Dr. Nathan “Eric” Dickman, assistant professor of philosophy at University of the Ozarks, recently published two academic journal articles and presented at a pair of virtual conferences.

Both the articles and presentations were in support of a soon-to-be-published academic book in which Dickman contributed a chapter. The book, “The Just University: Paul Ricoeur and the Hope of Higher Education,” will be released by Routledge Press in December.

Dickman’s chapter is titled, “Should Religion-Affiliated Institutions Be Accredited? Ricoeur and the Problem of Religious Inclusivity.” Daniel Boscaljon and Jeff Kuess served as editors for the chapter.

“I’m looking at how colleges and universities balance these two commitments: their affiliation with one religious tradition, and their policy of welcoming and affirming all faiths, or no faith,” Dickman said. “I propose a criterion that accreditors such as the Higher Learning Commission can use to assess colleges with both commitments.
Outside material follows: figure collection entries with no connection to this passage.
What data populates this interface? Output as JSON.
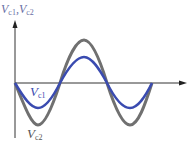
{
  "diagram": {
    "axis_label": {
      "base1": "V",
      "sub1": "c1",
      "sep": ",",
      "base2": "V",
      "sub2": "c2"
    },
    "curve_labels": [
      {
        "base": "V",
        "sub": "c1",
        "color": "#3a4bb0"
      },
      {
        "base": "V",
        "sub": "c2",
        "color": "#6b6b6b"
      }
    ],
    "colors": {
      "vc1": "#3a4bb0",
      "vc2": "#707070",
      "axis": "#333333"
    }
  }
}
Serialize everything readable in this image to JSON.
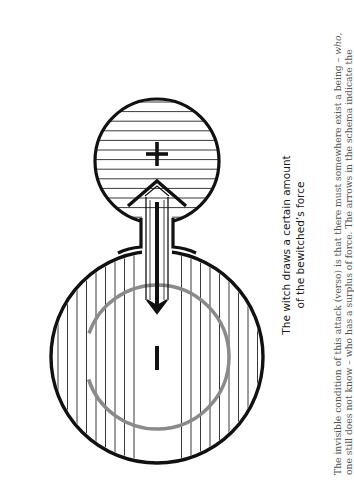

Are they just apathetic about it, where they placate and perpetuate pervasive structures of religious prejudice? Or are they deliberately inclusive, where they create interfaith opportunities or have religiously neutral spaces for alternative religious practice? I use Paul Ricoeur’s philosophical hermeneutics as a resource to think through and support my proposal.”

Dickman’s article, “A Hermeneutic for and from Reading Kierkegaard’s For Self-Examination,” appeared in the journal, Religions: An Open Access Journal of Theology. His second article, “Cooling intervention studies among outdoor occupational groups: A Review of the literature,” appears in the American Journal of Industrial Health. It is part of a sequence of articles with an interdisciplinary team of researchers looking at the chronic kidney disease epidemic among migrant agricultural workers in light of global warming.

His presentation, “Should Religion-Affiliated Colleges Be Accredited?” was given at book discussion panels for recent virtual annual conferences at both the North American Society for Philosophical Hermeneutics and the Society of Ricoeur Studies annual conference.

In addition, Dickman served as a panel moderator for the Georgia Philosophical Society annual conference on Ethical Issues in Today’s Turbulent World in October.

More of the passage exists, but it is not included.